A reproduction of General Robert E. Lee's headquarters tent -- every item in this display belonged to Lee, including the camp bed. When Jackson was dying after losing his arm, Lee told his chaplain: "Give General Jackson my affectionate regards, and say to him: he has lost his left arm, but I, my right."


Stonewall Brigade medals commissioned after Jackson's death in 1863 by Colonel Charles Lamar, struck in Paris and brought through the Federal blockade into the port of Wilmington, North Carolina.


We had dinner with my parents, with whom we are going to Philadelphia early Saturday morning. Then we came home and watched the highlights of the World Figure Skating Championships from Sweden on ESPN -- I follow skating so little these days that I couldn't have named last year's winners, but I saw enough to think that Yukari Nakano was robbed, coming in fourth after skating such a lovely program when the women's gold and silver medalists had major stumbles. I hate the new scoring system and the commentators never explain why it works the way it does, so the sport makes very little sense to me nowadays. And Wisconsin is out of the NCAA tournament, so now I really, truly don't care who wins.

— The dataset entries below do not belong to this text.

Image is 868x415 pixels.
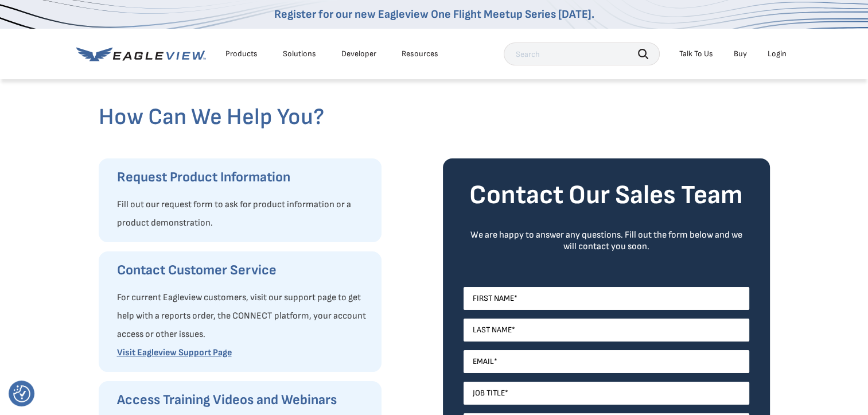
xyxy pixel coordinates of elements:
[463,230,749,253] div: We are happy to answer any questions. Fill out the form below and we will contact you soon.
[13,385,30,402] button: Consent Preferences
[117,196,370,233] p: Fill out our request form to ask for product information or a product demonstration.
[274,7,594,21] a: Register for our new Eagleview One Flight Meetup Series [DATE].
[117,391,370,409] h3: Access Training Videos and Webinars
[13,385,30,402] img: Revisit consent button
[117,347,232,358] a: Visit Eagleview Support Page
[117,288,370,344] p: For current Eagleview customers, visit our support page to get help with a reports order, the CON...
[402,48,439,59] div: Resources
[99,103,770,131] h2: How Can We Help You?
[117,261,370,279] h3: Contact Customer Service
[283,48,316,59] div: Solutions
[117,168,370,187] h3: Request Product Information
[225,48,257,59] div: Products
[679,48,713,59] div: Talk To Us
[341,48,376,59] a: Developer
[503,42,660,65] input: Search
[734,48,747,59] a: Buy
[469,179,743,211] strong: Contact Our Sales Team
[767,48,786,59] div: Login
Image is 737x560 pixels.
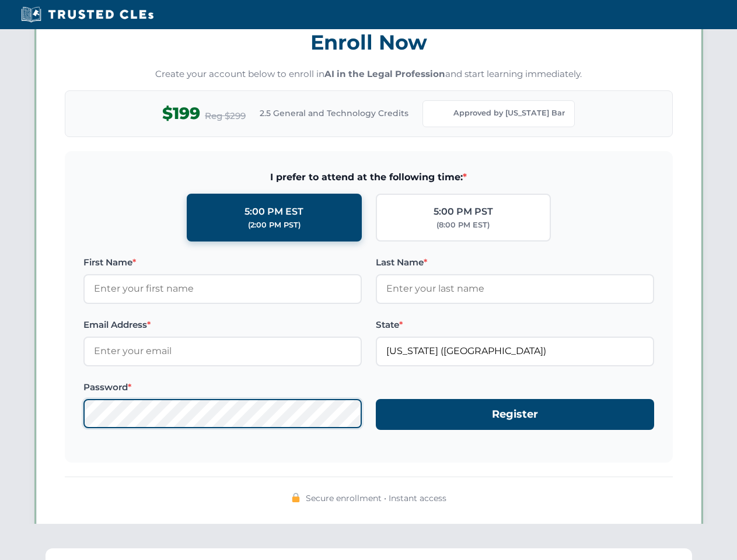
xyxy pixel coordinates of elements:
img: 🔒 [291,492,301,502]
label: First Name [84,256,362,269]
span: Reg $299 [205,109,246,123]
label: Password [84,380,362,394]
div: (2:00 PM PST) [248,219,301,231]
img: Florida Bar [432,106,448,122]
img: Trusted CLEs [18,6,157,24]
span: $199 [162,100,200,126]
button: Register [375,399,654,430]
input: Florida (FL) [375,336,654,365]
h3: Enroll Now [65,24,672,61]
input: Enter your last name [375,274,654,303]
div: (8:00 PM EST) [436,219,490,231]
input: Enter your first name [84,274,362,303]
p: Create your account below to enroll in and start learning immediately. [65,68,672,81]
span: Approved by [US_STATE] Bar [453,107,565,119]
div: 5:00 PM PST [433,204,493,219]
div: 5:00 PM EST [244,204,303,219]
label: Email Address [84,318,362,332]
span: I prefer to attend at the following time: [84,170,654,185]
input: Enter your email [84,336,362,365]
strong: AI in the Legal Profession [324,68,445,79]
label: Last Name [375,256,654,269]
span: 2.5 General and Technology Credits [260,107,408,119]
span: Secure enrollment • Instant access [306,492,446,504]
label: State [375,318,654,332]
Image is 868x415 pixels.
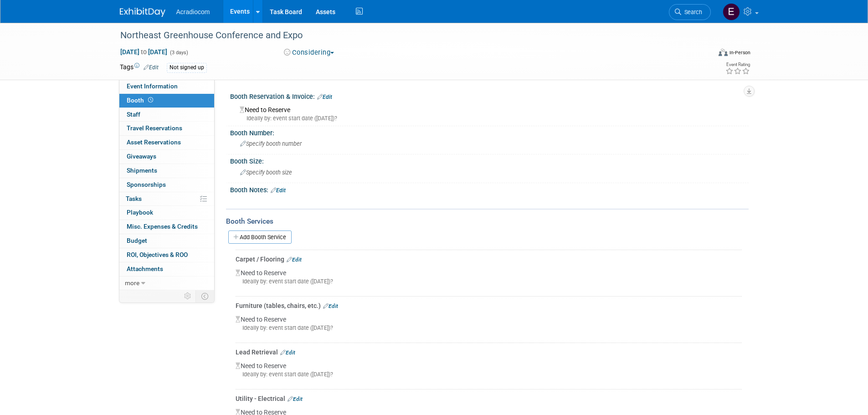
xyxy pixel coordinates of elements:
td: Tags [120,63,159,73]
a: Travel Reservations [120,121,214,135]
a: Edit [270,187,286,194]
div: Booth Notes: [230,183,748,195]
td: Toggle Event Tabs [196,290,214,302]
a: ROI, Objectives & ROO [120,248,214,262]
a: more [120,276,214,290]
a: Tasks [120,192,214,206]
span: Booth not reserved yet [147,97,155,104]
span: Asset Reservations [127,139,181,146]
span: to [139,48,148,56]
div: Carpet / Flooring [235,254,742,264]
div: Need to Reserve [235,310,742,340]
span: Tasks [126,195,142,202]
span: [DATE] [DATE] [120,48,167,56]
a: Playbook [120,206,214,219]
div: Ideally by: event start date ([DATE])? [235,278,742,286]
a: Edit [143,64,159,70]
div: Ideally by: event start date ([DATE])? [235,324,742,332]
a: Misc. Expenses & Credits [120,220,214,234]
div: Booth Services [226,216,748,226]
span: more [125,280,139,286]
div: Ideally by: event start date ([DATE])? [240,115,742,123]
a: Edit [280,349,295,356]
button: Considering [281,48,338,58]
span: Specify booth size [240,169,292,176]
img: Format-Inperson.png [718,49,728,56]
a: Asset Reservations [120,135,214,150]
a: Add Booth Service [228,230,292,244]
a: Shipments [120,164,214,178]
div: Event Format [657,47,751,61]
span: Specify booth number [240,140,302,147]
span: (3 days) [169,50,188,56]
div: Not signed up [167,63,207,72]
span: Attachments [127,265,163,272]
a: Edit [317,94,332,100]
span: Staff [127,111,140,118]
a: Booth [120,94,214,107]
a: Edit [323,303,338,310]
a: Event Information [120,80,214,93]
div: Booth Number: [230,126,748,137]
div: Furniture (tables, chairs, etc.) [235,301,742,310]
a: Budget [120,234,214,248]
div: Lead Retrieval [235,348,742,357]
div: Need to Reserve [235,264,742,293]
span: Playbook [127,208,153,216]
a: Search [669,4,710,20]
span: Search [681,9,702,15]
a: Giveaways [120,150,214,164]
a: Staff [120,108,214,121]
div: Booth Reservation & Invoice: [230,89,748,102]
div: Ideally by: event start date ([DATE])? [235,370,742,379]
span: Booth [127,97,155,104]
td: Personalize Event Tab Strip [180,290,196,302]
span: Budget [127,237,147,244]
span: Event Information [127,83,178,89]
a: Attachments [120,262,214,276]
div: Need to Reserve [237,103,742,123]
div: Northeast Greenhouse Conference and Expo [117,28,697,44]
span: Shipments [127,167,157,174]
span: Misc. Expenses & Credits [127,223,198,230]
div: Utility - Electrical [235,394,742,403]
a: Sponsorships [120,178,214,192]
img: ExhibitDay [120,8,166,17]
div: In-Person [729,49,750,56]
div: Event Rating [725,63,750,67]
a: Edit [286,256,302,263]
span: Travel Reservations [127,124,182,132]
span: Acradiocom [177,8,210,15]
a: Edit [287,396,302,402]
div: Need to Reserve [235,357,742,386]
span: Sponsorships [127,181,166,188]
span: ROI, Objectives & ROO [127,251,188,258]
img: Elizabeth Martinez [723,3,740,20]
span: Giveaways [127,153,156,160]
div: Booth Size: [230,154,748,166]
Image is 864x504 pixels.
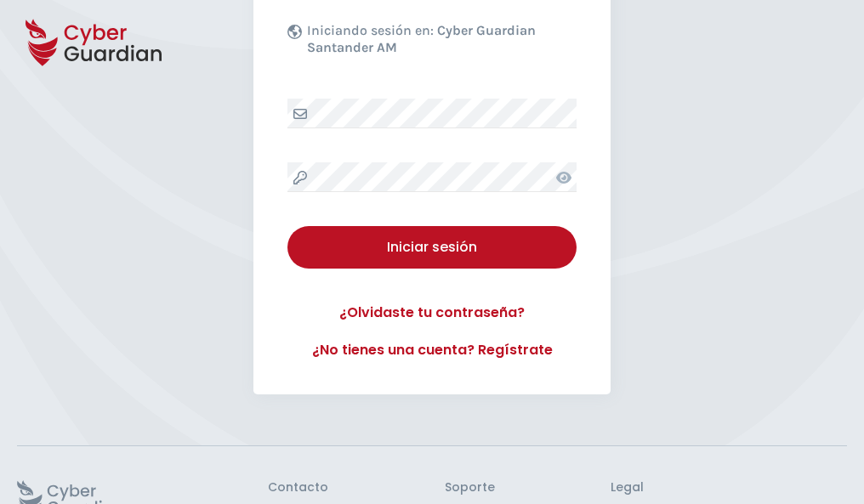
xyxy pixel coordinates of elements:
a: ¿No tienes una cuenta? Regístrate [287,341,577,361]
h3: Legal [611,480,847,496]
a: ¿Olvidaste tu contraseña? [287,303,577,323]
h3: Soporte [445,480,495,496]
button: Iniciar sesión [287,226,577,269]
div: Iniciar sesión [300,237,564,258]
h3: Contacto [268,480,329,496]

The Friday Five: Food, Glorious Food
1. What type of food do you most like to eat?
Crabs, milk chocolate, nuts, anything in coconut milk, curry or rich cheese sauce.
2. What type of food do you most like to cook? Whatever can be microwaved in under two minutes.
3. What ingredient could you not live without? Vanilla if it's sweet, pepper if it's spicy.
4. What do you never let in your kitchen? Pepsi.
5. What is your favorite drink? Really good Ceylon, Assam or Earl Grey tea. Not too hot.

Friday Fiver: Feedback Baby
1. What have you sold?
Girl Scout cookies, candles for junior high school music programs, magazines...not much, since I've never worked in retail.
2. What do you want to change? The global warming trend. And the infrequency with which my children clean their bathroom.
3. What does your answering machine / voice mail message say? "If you are calling for any solicitation, please take us off your list."
4. Where did you go to school? High school: DC suburbs. College: Philadelphia. Grad school: Chicago.
5. Friday fill-in: If you'd like to reach me, ______. If you'd like to reach me, e-mail or text me and don't use a profanity in the subject line or you may get filtered into my spam folder.

Fannish 5: What are your five favorite redemption storylines?
1. Damar in Deep Space Nine
. He went from being a selfish, despicable person to a passionate freedom fighter allied with someone he once considered an enemy.
2. Boromir in The Lord of the Rings. Everything that follows, up to the destruction of the Ring, is dependent upon the breaking of the Fellowship and his death fighting the orcs.
3. Snape in Harry Potter. It has an incredibly sucky ending but the story up to that point made it worth following; to me, he's by far the most interesting character in those books.
4. Callisto in Xena. I don't particularly like how Christian her salvation is, but it's very moving anyway.
5. Norrington in Pirates of the Caribbean. I figured after he went over to Becket that he was done for, and I liked that he died saving Elizabeth.